Arch Wiki is, as often, a great starting point: https://wiki.archlinux.org/title/Unified_kernel_image
pthr
·3 lata temu·discuss
No
pthr
·3 lata temu·discuss
What I feel Powershell does not give: short and simple command names, little syntax, and return values that are interpretable at a glance. And there's muscle memory of course, that's on me!
pthr
·3 lata temu·discuss
oh-my-zsh on Linux is absolutely great, especially with autosuggestions and syntax-highlighting enabled.

On Windows I've settled with Windows Terminal and clink.

I've tried Powershell too but never got used to it. The concept where everything is an object sounds great. But in practice, to me it only is when scripting. When doing interactive work on the command line (which is what I do all day), as a human, nothing beats plain text for me. Enlighten me if this I missed the point of Powershell.
pthr
·3 lata temu·discuss
OK thanks for sharing your thoughts! Much appreciated. For now I reported to my direct manager and the HR manager, asking what HR's follow up actions are going to be (suggesting process review / staff refresher on processes, and reporting to fraud department). I expect they may want to keep this small, but let's see.
pthr
·4 lata temu·discuss
Yes it would!
pthr
·4 lata temu·discuss
Great service!

Could you consider allowing for ports other than 7878? Would be nice in restricted network environments. Like that of my company; it's allowing only the more common ports to WAN.
pthr
·4 lata temu·discuss
If self-hosting is an option for you (that already partly resolves not having to deal with 'shady companies', or at least you can choose a hoster yourself); I've been using Vaultwarden[1] to great satisfaction for about a year now and would recommend it. I don't think it does password history, but as you're in control of the hosting environment you could add that yourself. Must say I don't see the use of password history though - why is that useful?

[1] https://github.com/dani-garcia/vaultwarden.git
pthr
·4 lata temu·discuss
I'm easily annoyed by either loud fans or fan speed that fluctuate all the time. So something I always run on my Linux laptops: https://github.com/nbfc-linux/nbfc-linux
pthr
·4 lata temu·discuss
Python bytecode was shipped in a commercial application; I once took half an hour to figure out what arguments the scripts were accepting (by decompiling the bytecode).
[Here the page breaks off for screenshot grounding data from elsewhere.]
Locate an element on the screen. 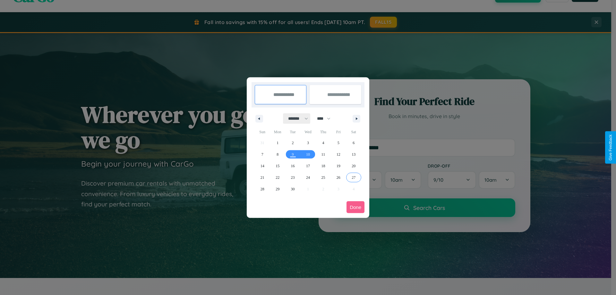 The width and height of the screenshot is (616, 295). span: 3 is located at coordinates (308, 143).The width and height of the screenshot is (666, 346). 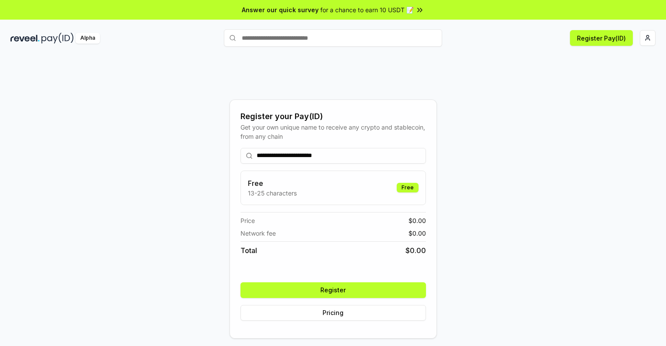 What do you see at coordinates (408, 188) in the screenshot?
I see `div: Free` at bounding box center [408, 188]. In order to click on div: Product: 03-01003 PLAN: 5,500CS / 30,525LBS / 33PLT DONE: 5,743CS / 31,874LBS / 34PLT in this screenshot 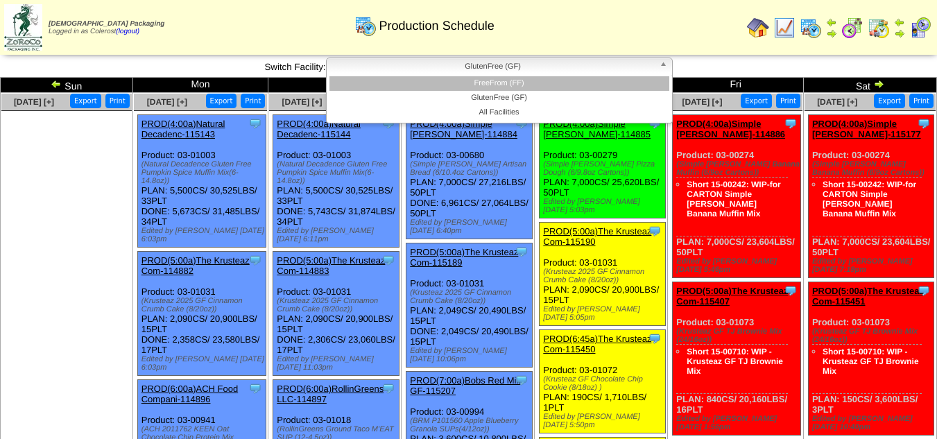, I will do `click(336, 181)`.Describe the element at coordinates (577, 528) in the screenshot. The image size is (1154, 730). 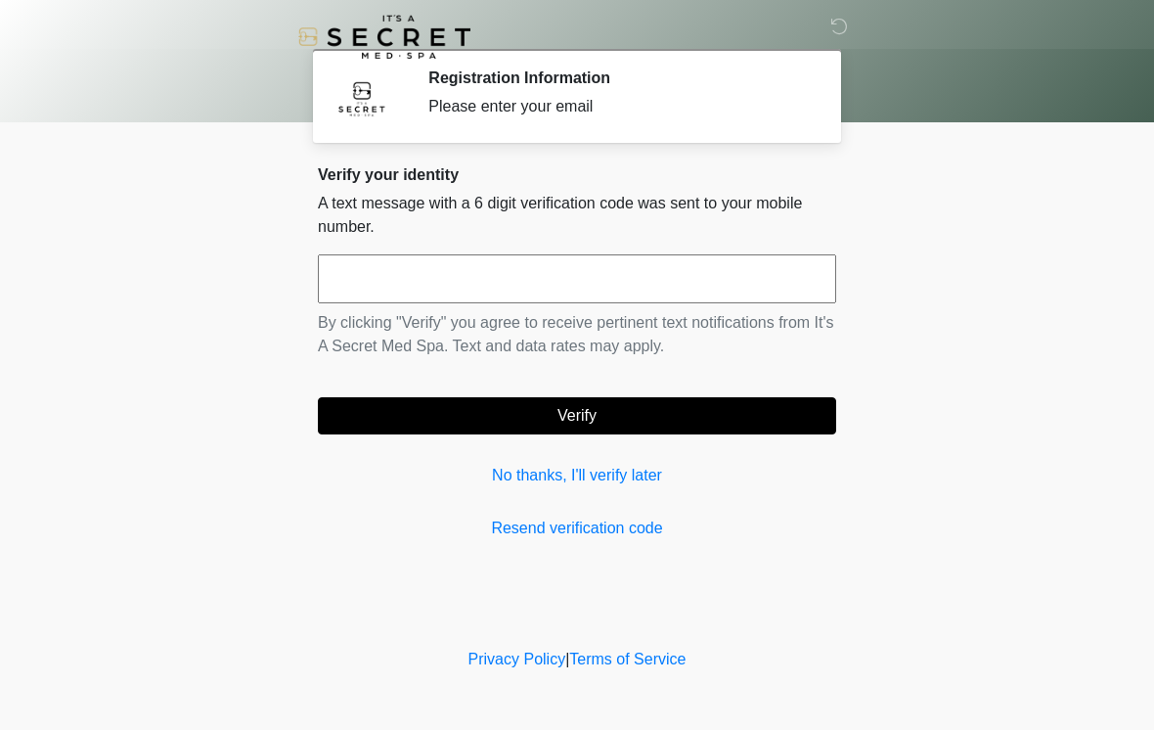
I see `a: Resend verification code` at that location. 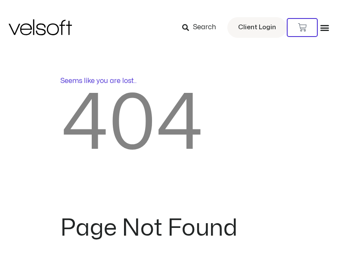 I want to click on a: Client Login, so click(x=257, y=28). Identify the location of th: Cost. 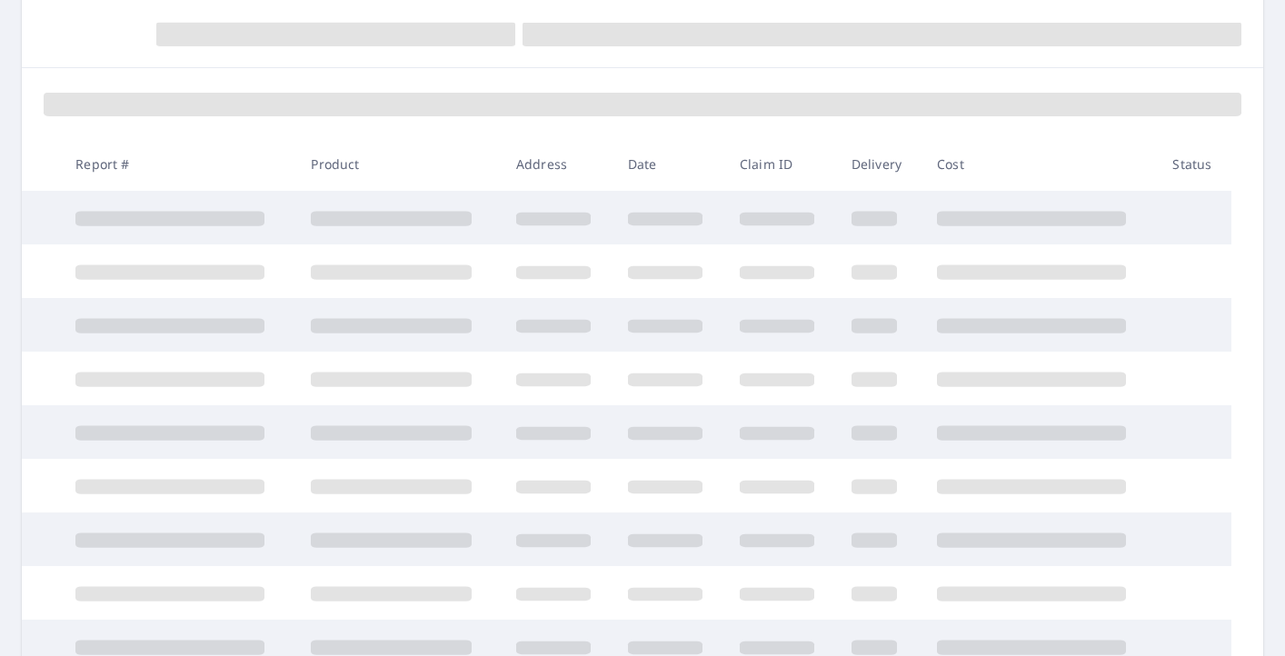
(1039, 164).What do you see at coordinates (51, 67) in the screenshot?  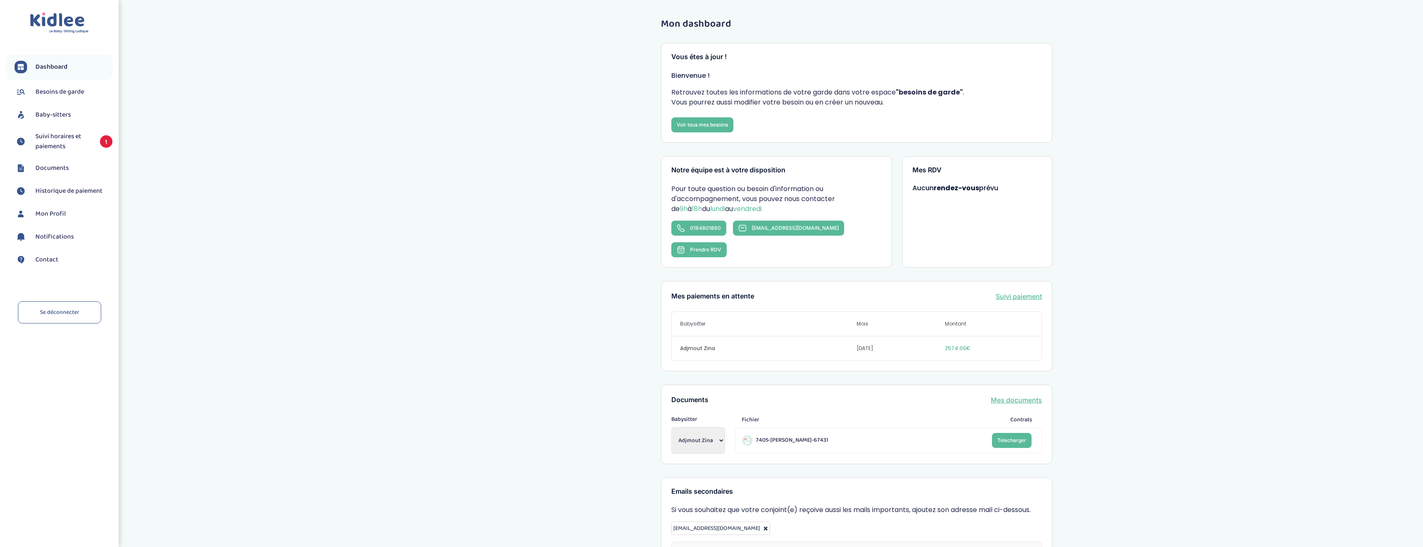 I see `span: Dashboard` at bounding box center [51, 67].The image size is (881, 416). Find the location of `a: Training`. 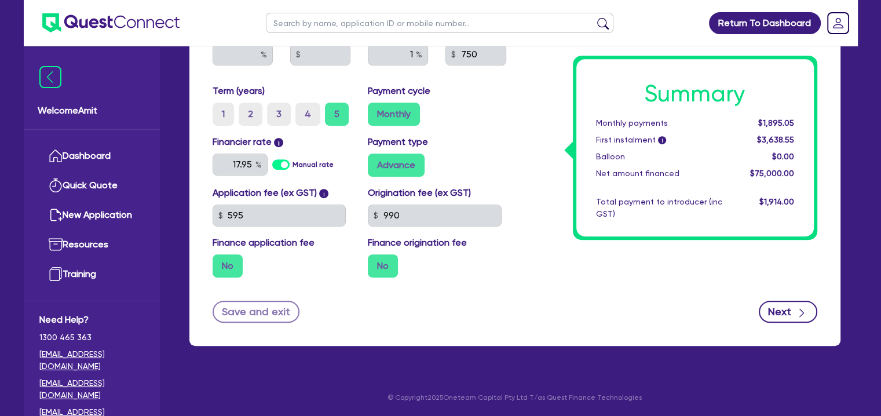

a: Training is located at coordinates (91, 274).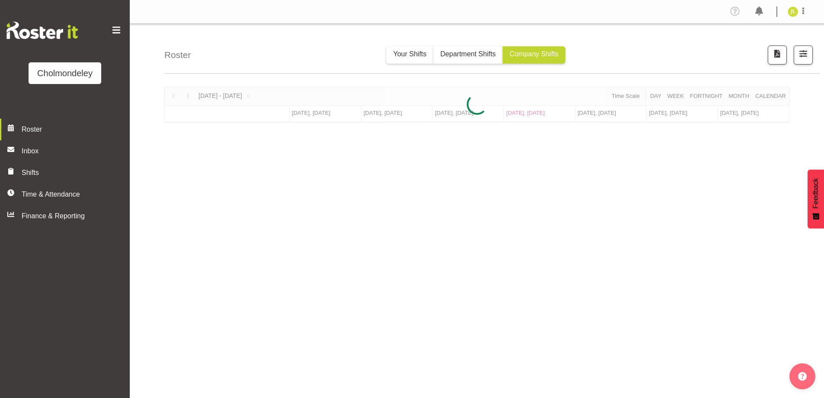  Describe the element at coordinates (410, 54) in the screenshot. I see `span: Your Shifts` at that location.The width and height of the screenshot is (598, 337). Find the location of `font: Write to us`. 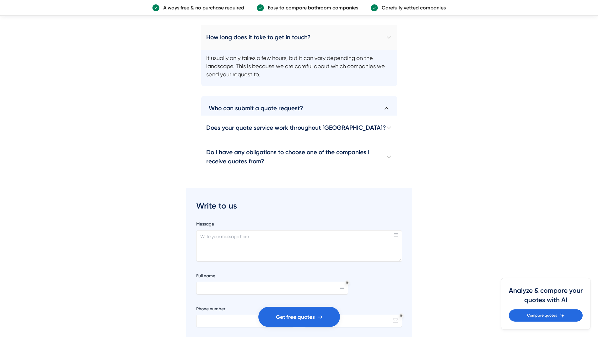

font: Write to us is located at coordinates (217, 206). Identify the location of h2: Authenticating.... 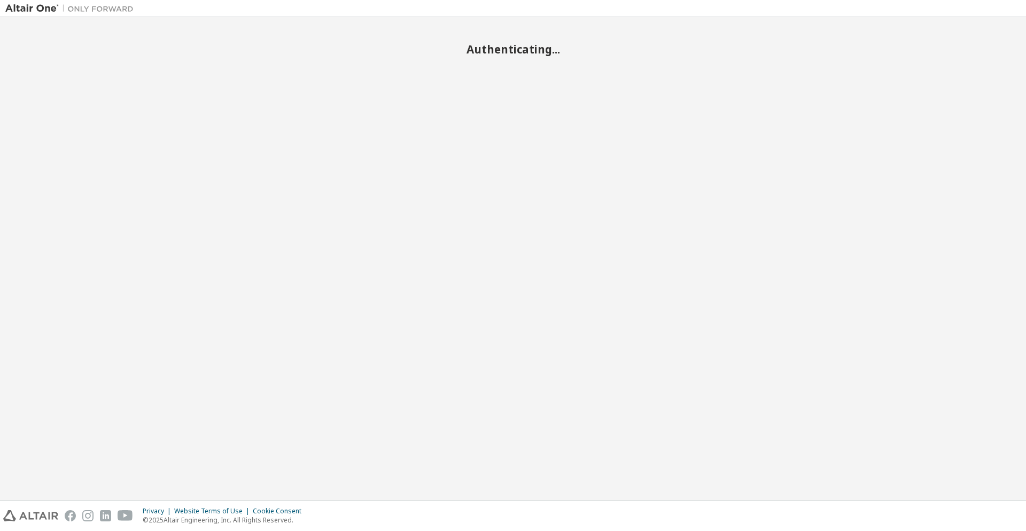
(513, 49).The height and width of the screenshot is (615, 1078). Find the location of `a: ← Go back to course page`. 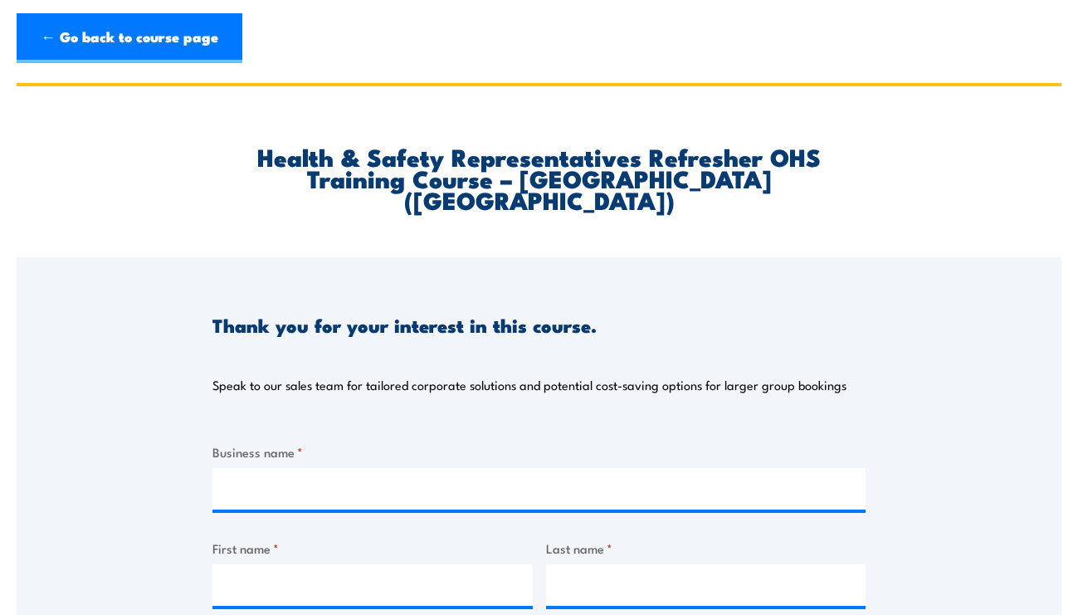

a: ← Go back to course page is located at coordinates (129, 38).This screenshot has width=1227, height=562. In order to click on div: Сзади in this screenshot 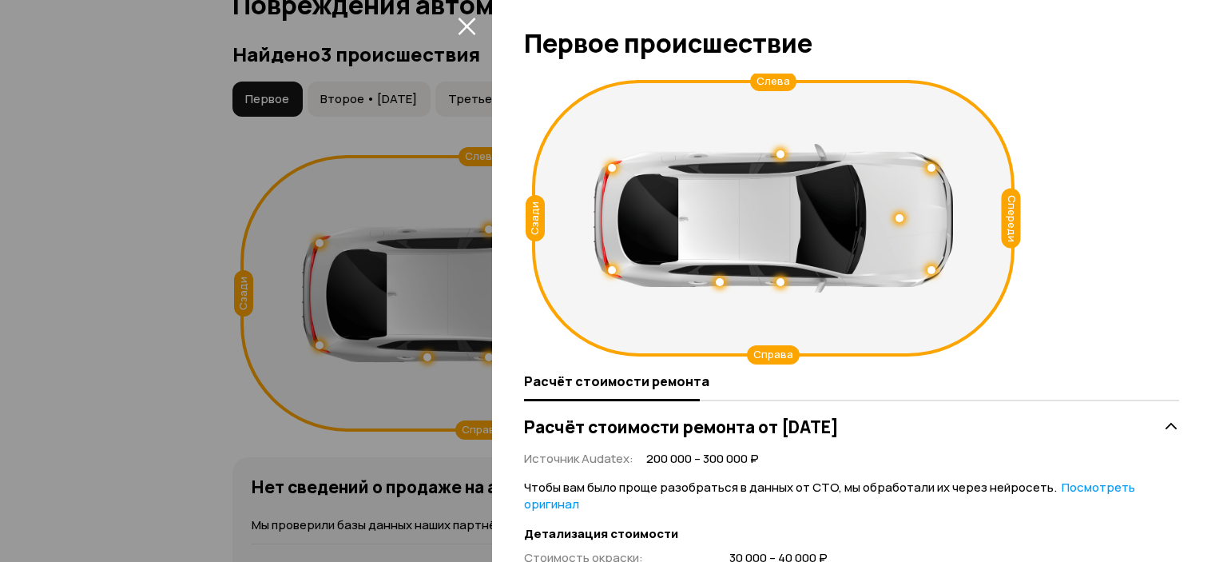, I will do `click(535, 218)`. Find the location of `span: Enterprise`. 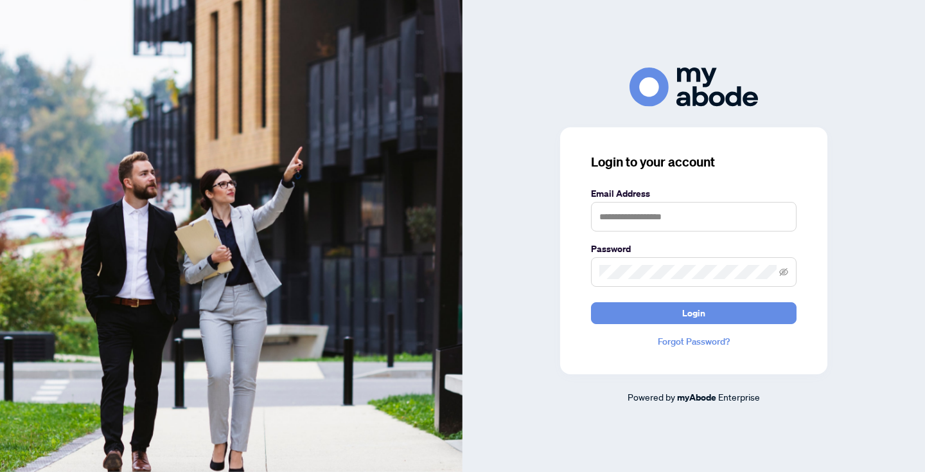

This has allowed me to generate some license-free objects to be used externally, an option supposed to be only available at additional cost (an add-on my org didn't purchase). I'm still undecided between "that's what you get when you are ignorant enough to ship confidential code as Python bytecode" and "let's be nice and report an issue". In the meanwhile I've been using this for about 2 years now and never told anyone about it.
pthr
·4 lata temu·discuss
vscode actually is very convenient when working on remote machines. You'll run the vscode editor on your own box, but have it access the remote's filesystem over ssh. https://code.visualstudio.com/docs/remote/ssh

Probably overkill for occasional remote file editing (it'll run some server component on the remote machine), but pretty good for more involving remote development work.